I know it seems like it took forever, but yesterday, I finished reading Neal Asher’s novel The Human: Rise of the Jain, Book 3 (2020).
To read my reviews of the first two books in this trilogy, see The Soldier (2018) and The Warship (2019).
This was another book not available through my local library system (boo on them) so I bought a used copy, another former library book, in order to finish the saga.
Like so many of Asher’s other books, this one is also set in the Polity universe and sometimes references a wider collection of places and characters.
As you might imagine, this novel wraps up the Jain’s incursion and the struggles of the Polity, the Prador empire, and a number of other interested parties in trying to stop the Jain but also learn from it.
The Jain are an ancient civilization/technology which conquers by assimilating information and technology through a sort of mating/rape.
Nothing I can write can really do justice to Asher’s writing or this story. His characters and circumstances are incredibly dense and detailed, so much so that at the beginning of each of these books, Asher has included a cast of characters and a glossary.
When my sixteen-year-old grandson read the description of “Dragon,” I think he immediately gave up all hope of understanding the story (he’s more of a fantasy guy anyway). I couldn’t even begin to describe it to my nine-year-old granddaughter.
However, by this time, I was becoming accustomed to Cog, Trike (I love these names), Orlandine, the Client, and the AI Earth Central (EC) to name just a few.
I’ve found the best way to read one of Asher’s books is just to let myself be swept away by the narrative and see where I end up.
The Jain have been presented as an overwhelming force that has long been hidden or contained but finally released. The Client possesses ancient information about the Jain culled from an intelligence called The Librarian, which was absorbed (as far as I could tell) by the insect-like Client.
In spite of the title, most of the characters aren’t human. Both Cog and Trike have been significantly altered by the Spatterjay virus plus an infusion of Jain technology.

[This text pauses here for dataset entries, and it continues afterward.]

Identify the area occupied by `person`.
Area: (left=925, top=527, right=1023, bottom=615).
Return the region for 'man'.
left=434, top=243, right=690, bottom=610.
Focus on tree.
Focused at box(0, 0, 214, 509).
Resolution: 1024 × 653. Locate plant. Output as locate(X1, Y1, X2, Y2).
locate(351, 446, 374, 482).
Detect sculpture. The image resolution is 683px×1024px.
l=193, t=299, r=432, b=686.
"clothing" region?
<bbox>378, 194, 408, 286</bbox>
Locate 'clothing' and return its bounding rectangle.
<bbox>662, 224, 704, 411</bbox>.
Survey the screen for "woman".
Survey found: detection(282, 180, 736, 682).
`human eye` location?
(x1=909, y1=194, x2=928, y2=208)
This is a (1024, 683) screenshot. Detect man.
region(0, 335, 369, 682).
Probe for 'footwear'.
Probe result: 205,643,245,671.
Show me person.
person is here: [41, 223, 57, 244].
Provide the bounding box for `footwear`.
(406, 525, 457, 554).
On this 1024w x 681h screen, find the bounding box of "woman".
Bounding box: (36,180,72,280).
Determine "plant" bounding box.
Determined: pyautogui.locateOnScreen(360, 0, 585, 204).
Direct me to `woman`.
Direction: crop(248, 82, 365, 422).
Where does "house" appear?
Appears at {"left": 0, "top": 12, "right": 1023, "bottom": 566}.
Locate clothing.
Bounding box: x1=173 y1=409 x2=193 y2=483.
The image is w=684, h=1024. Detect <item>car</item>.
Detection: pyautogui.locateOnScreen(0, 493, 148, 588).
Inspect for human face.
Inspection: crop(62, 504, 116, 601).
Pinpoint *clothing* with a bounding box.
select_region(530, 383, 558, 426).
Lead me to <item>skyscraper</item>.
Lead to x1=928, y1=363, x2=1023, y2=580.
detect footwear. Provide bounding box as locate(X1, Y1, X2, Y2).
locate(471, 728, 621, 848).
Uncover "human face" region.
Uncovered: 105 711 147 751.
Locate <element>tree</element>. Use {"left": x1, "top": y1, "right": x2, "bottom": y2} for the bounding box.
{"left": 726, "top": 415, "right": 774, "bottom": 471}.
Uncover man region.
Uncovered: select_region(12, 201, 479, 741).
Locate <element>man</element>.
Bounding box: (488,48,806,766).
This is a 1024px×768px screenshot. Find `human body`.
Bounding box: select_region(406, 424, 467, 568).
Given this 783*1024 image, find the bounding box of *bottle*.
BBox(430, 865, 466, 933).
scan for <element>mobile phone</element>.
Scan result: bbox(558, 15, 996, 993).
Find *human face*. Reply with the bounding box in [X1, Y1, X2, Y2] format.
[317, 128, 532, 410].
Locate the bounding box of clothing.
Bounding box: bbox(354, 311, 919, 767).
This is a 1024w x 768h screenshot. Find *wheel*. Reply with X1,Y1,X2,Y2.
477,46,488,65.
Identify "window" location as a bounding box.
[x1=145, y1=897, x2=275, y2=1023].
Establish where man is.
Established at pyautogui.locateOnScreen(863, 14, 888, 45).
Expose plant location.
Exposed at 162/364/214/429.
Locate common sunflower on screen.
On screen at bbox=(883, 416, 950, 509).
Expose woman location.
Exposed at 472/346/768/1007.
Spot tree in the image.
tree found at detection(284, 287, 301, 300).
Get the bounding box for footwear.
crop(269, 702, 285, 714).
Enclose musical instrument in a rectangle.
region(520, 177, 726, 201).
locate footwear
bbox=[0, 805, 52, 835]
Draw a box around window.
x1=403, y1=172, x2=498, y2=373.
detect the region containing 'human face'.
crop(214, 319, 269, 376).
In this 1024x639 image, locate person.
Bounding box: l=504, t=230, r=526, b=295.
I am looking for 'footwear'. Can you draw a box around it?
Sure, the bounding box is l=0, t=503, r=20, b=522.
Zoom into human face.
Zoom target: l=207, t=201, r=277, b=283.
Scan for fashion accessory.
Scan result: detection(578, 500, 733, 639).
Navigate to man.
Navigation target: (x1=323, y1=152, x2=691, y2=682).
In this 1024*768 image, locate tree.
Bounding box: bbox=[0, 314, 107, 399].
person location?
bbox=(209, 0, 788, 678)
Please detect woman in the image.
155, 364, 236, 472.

In defense of the Polity world Jaskor, the formerly Haiman (another long story) entity Orlandine loses all touch with her humanity as she takes literal possession of the planet along with its millions of inhabitants, transforming and weaponizing both against their will in the cause of defense.
The Client has developed the closest thing to a weapon that will be effective against the Jain, but it’s both Cog and Trike that come the closest to stopping them, though Trike is at one point taken over by the Jain.
The book is divided into chapters which is typical, but individual sections within each chapter are told from different character points of view. I was surprised near the end of the novel to see sections told from the Jain’s perspective.
Through a complex interweaving of characters and forces, the Jain are seemingly defeated. However, they operate on a very long timeline on the order of thousands to millions of years, so even if some small, unnoticed portion of them survives, they will eventually rise again.
Never throw away a good villain.
Reading Asher (for me at least) is a lot of work but it’s also greatly satisfying. One of the lessons budding writers should take to heart is to always be reading. I have no interest in copying Asher’s style (not that I could if I tried), but he does provide some inspiration showing me that A) there is no such thing as too many characters (if done well) and B) you can create a universe that you can milk across dozens of different novels, races, planets, timelines, and characters.
I know that approaching Asher’s massive bibliography and his writing style may seem daunting, but once you cross over into that world, there’s no turning back.
Dive in somewhere and have fun.
Oh, an author’s attitudes, beliefs, ideologies, and politics are bound to leak into their writing and Asher is no exception. I’m posting a couple of chapter openings for example. Given how the currently popular gatekeepers of science fiction are biasing the narrative (including who gets included and excluded), I found them refreshing.